In Her Web She Still Delights

Consideration of Phonemes

posted Tuesday, 25 September 2007

This is what the consonant system of Proto-Indo-Euopean looked like (insofar as it can be reconstructed):

LabialCoronalVelarLaryngeal
palatalplainlabial
Nasalmn    
Plosive

voiceless

ptk 
voicedbdǵg 
aspiratedǵʰgʷʰ 
Fricative s   h₁, h₂, h₃
Liquid r, l   
Semivowel  j w 

(Look at that.  Nine velar stops.  Is it any wonder the descendant languages ran for the far corners of the phonetic space as quickly as they reasonably could?  This is also why PIE sounds pretty ugly to most of us these days, even when we already speak notoriously non-mellifluous languages like English.)

And this is what roots looked like1, with K for any voiceless stop, G an unaspirated and Gh an aspirated stop, R a sonorant (r, l, m, n, w, y) and H a fricative(either laryngeal or s):

stops-K-G-Gh-
-[HR]e[RH]K[R]e[RH]G[R]e[RH]Gh[R]e[RH]
-K[HR]e[RH]K-G[R]e[RH]KGh[R]e[RH]K
-G[HR]e[RH]GK[R]e[RH]G-Gh[R]e[RH]G
-Gh[HR]e[RH]GhK[R]e[RH]GhG[R]e[RH]Gh-

So possible roots: h₂mek, dʰel, ples, ǵwensbʰ (I have no clue whether any of these are actual PIE roots, or if they are what they mean; I was just picking from the possibilities.)

The reason there's only one vowel here is because PIE does a lot of important grammatical stuff with vowel mutation.

So, if I'm doing something PIE inspired, I want to crowd a whole lot of phonemes into a tight space, and I have to be OK with consonant clusters.

1: I got both these charts from Wikipedia, by the way, which is not reliable for many things but tends to be OK on pop culture and reasonably well-established stuff from "boring" sciences (which linguistics most definitely counts as).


Exercise description
Note each line in the data below that holds "comer", and copy it.
Start of Materials provided
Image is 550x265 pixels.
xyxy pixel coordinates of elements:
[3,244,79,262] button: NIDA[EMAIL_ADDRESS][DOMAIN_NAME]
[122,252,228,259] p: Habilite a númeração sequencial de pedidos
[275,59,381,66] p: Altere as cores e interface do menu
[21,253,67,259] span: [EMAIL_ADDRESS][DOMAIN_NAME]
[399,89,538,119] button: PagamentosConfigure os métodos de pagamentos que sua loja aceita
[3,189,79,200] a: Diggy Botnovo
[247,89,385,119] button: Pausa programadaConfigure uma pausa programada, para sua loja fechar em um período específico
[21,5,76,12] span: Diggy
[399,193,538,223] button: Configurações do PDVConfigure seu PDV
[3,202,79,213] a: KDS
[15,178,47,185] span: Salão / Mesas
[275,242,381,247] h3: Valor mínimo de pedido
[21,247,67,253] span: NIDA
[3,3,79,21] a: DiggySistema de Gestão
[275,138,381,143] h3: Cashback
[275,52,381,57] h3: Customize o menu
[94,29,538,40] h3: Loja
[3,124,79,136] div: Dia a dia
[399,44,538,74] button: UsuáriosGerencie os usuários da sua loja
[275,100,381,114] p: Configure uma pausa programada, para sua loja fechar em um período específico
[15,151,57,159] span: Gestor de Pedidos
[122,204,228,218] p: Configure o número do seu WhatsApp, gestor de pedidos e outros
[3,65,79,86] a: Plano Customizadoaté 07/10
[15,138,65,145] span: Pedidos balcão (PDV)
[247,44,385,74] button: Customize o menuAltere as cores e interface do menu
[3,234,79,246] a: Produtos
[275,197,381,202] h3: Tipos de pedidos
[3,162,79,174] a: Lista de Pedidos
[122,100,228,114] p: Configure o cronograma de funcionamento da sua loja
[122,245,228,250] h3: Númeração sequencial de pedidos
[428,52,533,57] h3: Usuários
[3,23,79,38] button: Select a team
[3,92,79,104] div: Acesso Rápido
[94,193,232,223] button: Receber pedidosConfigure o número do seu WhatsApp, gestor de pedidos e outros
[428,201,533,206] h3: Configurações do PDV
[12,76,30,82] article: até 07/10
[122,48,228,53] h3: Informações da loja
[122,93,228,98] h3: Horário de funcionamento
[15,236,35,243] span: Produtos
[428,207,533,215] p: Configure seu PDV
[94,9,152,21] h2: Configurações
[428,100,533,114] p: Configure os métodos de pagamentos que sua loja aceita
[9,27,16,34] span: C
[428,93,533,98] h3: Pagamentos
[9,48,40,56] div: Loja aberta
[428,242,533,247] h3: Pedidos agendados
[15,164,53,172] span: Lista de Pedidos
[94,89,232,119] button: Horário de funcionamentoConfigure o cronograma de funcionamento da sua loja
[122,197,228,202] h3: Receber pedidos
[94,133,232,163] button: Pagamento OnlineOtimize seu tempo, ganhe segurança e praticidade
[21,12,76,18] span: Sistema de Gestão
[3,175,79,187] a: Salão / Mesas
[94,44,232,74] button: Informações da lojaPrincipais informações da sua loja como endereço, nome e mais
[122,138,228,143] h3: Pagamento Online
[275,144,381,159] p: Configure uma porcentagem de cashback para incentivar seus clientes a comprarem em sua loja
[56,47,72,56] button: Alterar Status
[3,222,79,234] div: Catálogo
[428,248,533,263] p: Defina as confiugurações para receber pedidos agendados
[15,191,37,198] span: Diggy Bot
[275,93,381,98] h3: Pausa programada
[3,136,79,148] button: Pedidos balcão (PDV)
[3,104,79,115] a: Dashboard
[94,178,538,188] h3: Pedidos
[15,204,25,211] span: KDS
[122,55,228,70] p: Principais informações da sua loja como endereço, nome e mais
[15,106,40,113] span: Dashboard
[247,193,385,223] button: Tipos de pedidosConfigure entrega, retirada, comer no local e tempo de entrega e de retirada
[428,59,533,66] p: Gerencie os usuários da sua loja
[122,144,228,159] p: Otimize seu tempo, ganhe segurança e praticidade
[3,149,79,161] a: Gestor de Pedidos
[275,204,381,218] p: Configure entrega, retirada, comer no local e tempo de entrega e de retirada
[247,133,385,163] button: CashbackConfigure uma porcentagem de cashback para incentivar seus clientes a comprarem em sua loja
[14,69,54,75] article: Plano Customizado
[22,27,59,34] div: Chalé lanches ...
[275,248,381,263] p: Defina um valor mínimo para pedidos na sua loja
End of Materials provided
Start of Materials provided
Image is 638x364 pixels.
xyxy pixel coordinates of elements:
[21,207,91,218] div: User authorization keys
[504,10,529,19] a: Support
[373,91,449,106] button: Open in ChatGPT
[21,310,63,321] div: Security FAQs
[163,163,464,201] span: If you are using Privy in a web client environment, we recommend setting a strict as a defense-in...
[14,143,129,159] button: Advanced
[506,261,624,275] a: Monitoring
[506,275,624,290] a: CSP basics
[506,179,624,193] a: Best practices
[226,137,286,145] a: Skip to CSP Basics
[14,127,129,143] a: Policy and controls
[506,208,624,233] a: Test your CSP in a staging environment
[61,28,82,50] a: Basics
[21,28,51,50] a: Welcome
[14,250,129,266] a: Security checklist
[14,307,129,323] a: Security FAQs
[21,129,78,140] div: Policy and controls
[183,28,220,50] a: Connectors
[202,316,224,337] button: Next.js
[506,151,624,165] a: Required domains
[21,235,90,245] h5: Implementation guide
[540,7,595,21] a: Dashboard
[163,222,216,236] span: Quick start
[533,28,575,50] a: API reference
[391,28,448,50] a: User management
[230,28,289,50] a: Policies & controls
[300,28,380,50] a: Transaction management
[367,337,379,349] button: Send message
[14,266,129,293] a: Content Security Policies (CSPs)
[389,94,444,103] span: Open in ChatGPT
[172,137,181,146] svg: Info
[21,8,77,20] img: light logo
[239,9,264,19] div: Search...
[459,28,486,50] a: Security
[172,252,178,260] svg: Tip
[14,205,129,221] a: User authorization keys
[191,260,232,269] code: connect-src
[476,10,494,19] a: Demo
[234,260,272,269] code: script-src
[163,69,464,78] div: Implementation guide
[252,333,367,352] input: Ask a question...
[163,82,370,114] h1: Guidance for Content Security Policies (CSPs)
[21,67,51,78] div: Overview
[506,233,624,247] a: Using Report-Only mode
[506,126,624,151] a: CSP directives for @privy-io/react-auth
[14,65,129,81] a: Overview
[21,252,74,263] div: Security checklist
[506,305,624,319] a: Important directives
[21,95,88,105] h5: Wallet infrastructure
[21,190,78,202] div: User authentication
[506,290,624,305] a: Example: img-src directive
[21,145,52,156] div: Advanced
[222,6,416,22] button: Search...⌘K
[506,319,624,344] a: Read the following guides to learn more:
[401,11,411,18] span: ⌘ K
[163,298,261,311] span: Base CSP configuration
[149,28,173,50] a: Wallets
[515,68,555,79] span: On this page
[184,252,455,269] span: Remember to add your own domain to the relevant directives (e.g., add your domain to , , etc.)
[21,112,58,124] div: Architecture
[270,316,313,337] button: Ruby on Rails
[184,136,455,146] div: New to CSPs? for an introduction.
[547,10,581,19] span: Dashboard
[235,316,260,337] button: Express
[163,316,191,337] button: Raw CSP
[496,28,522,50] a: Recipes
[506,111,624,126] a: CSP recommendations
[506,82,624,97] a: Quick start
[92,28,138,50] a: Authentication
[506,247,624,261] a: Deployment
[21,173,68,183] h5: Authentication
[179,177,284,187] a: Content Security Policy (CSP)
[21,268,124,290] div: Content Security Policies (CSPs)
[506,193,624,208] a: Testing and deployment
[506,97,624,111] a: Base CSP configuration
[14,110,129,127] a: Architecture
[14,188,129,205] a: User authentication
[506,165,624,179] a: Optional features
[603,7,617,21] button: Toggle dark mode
End of Materials provided
Expected answer
[247,193,385,223] button: Tipos de pedidosConfigure entrega, retirada, comer no local e tempo de entrega e de retirada
[275,204,381,218] p: Configure entrega, retirada, comer no local e tempo de entrega e de retirada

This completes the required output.